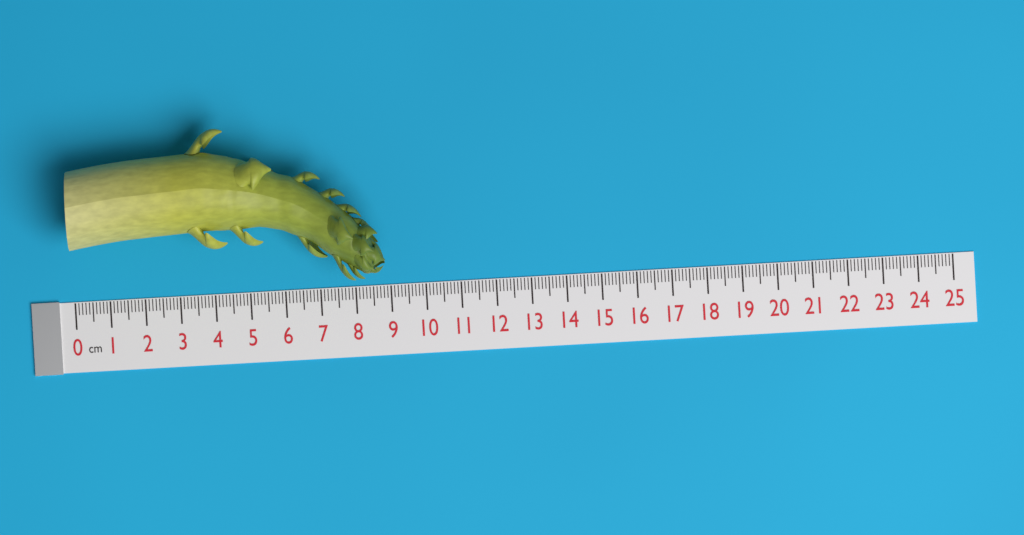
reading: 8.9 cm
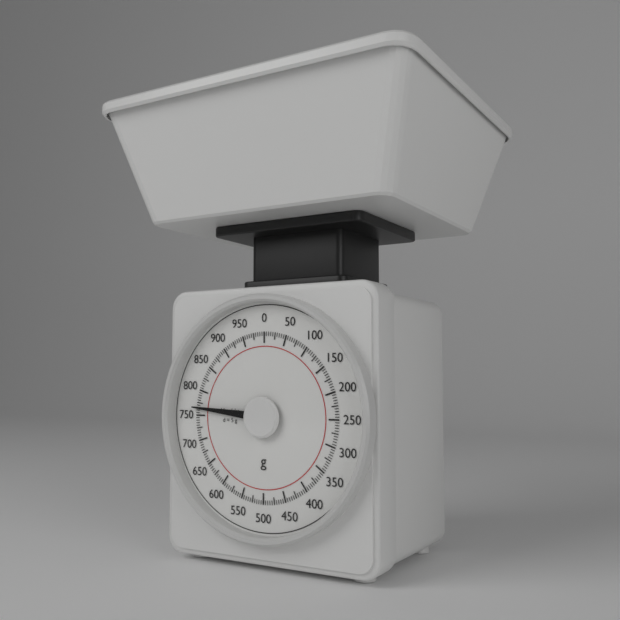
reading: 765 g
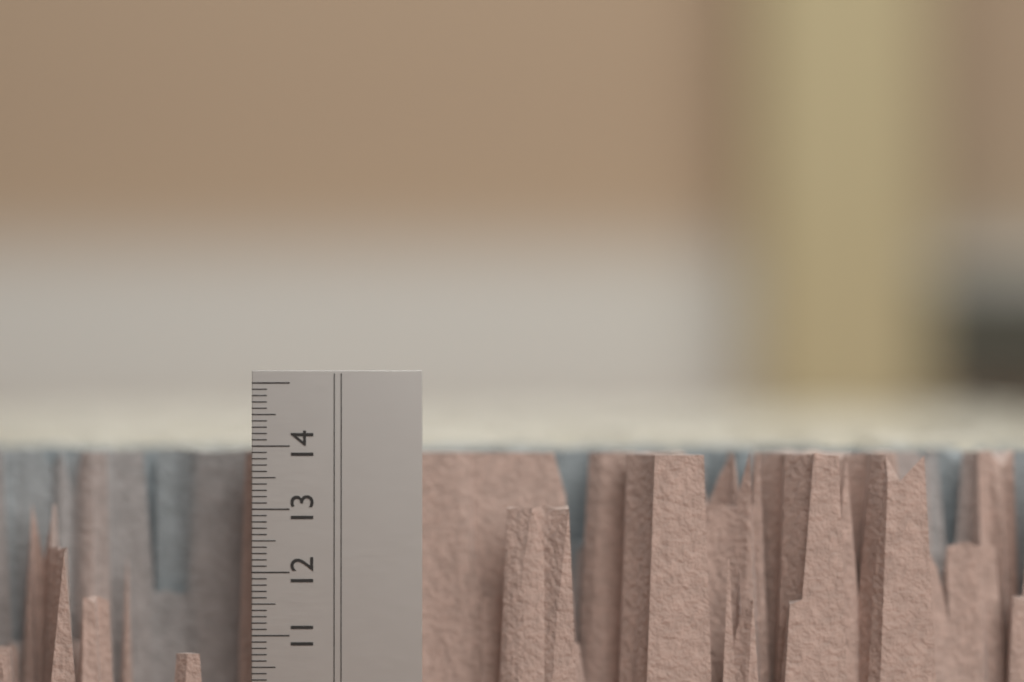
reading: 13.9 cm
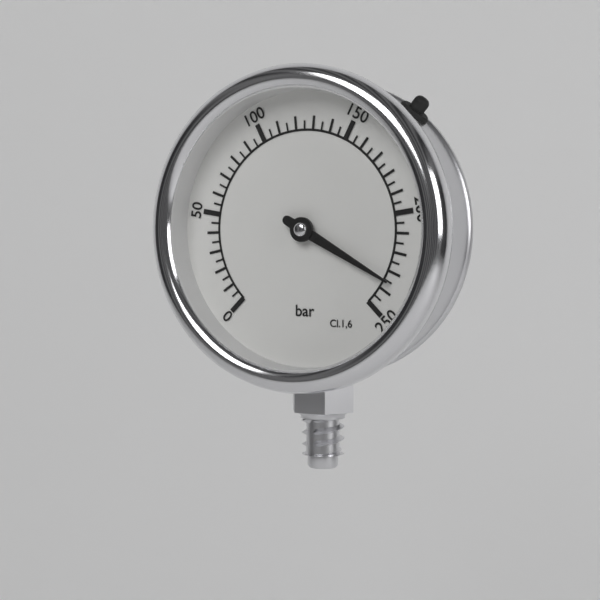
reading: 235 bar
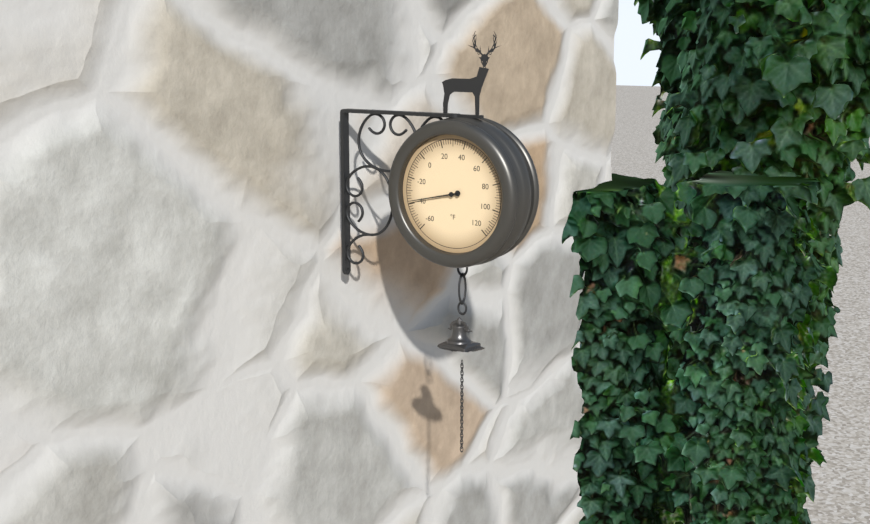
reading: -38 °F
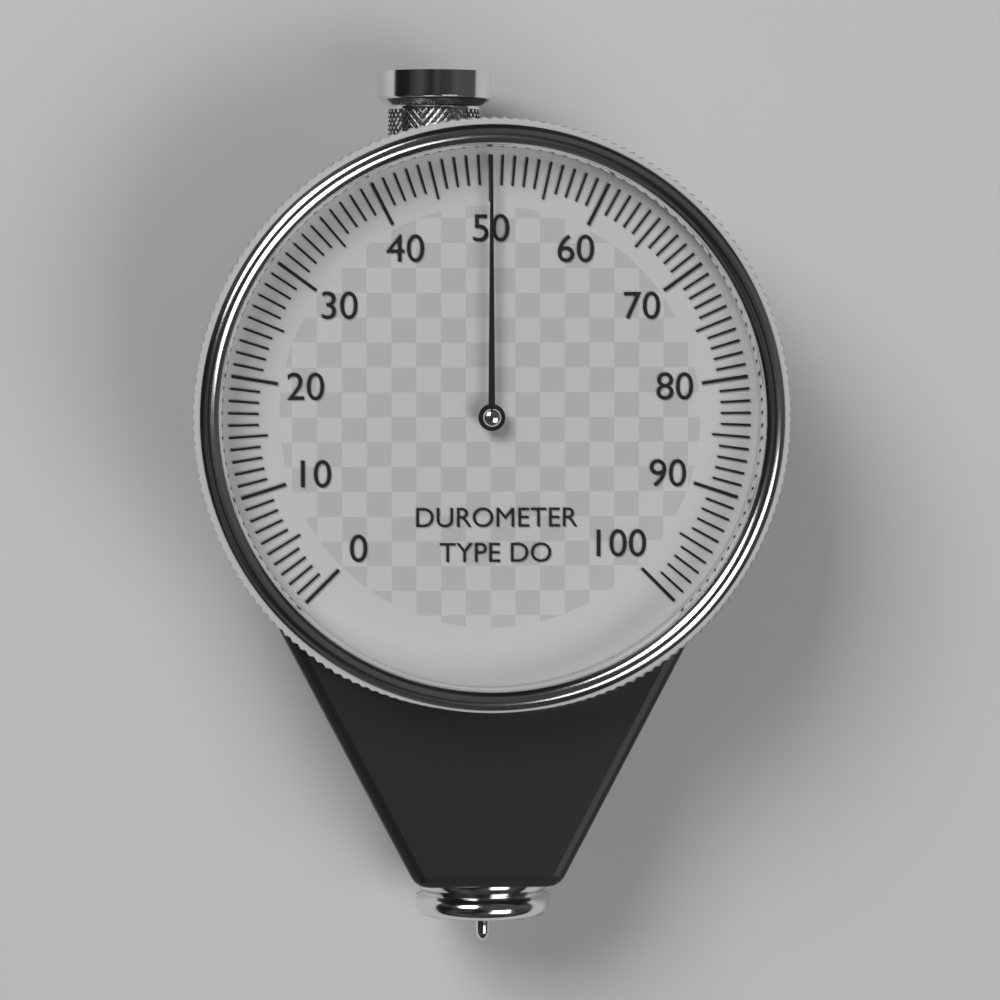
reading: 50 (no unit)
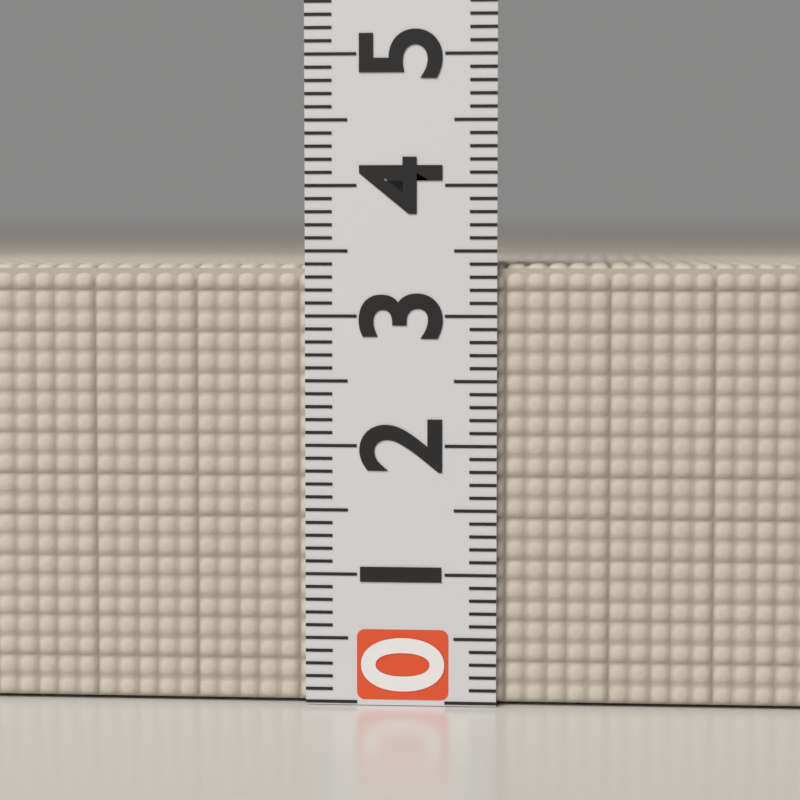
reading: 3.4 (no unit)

What you have to do: Every line of the listing must be reproduced exactly, though the pictures are to be left out.

Task solution:
reading: 8.9 cm
reading: 765 g
reading: 13.9 cm
reading: 235 bar
reading: -38 °F
reading: 50 (no unit)
reading: 3.4 (no unit)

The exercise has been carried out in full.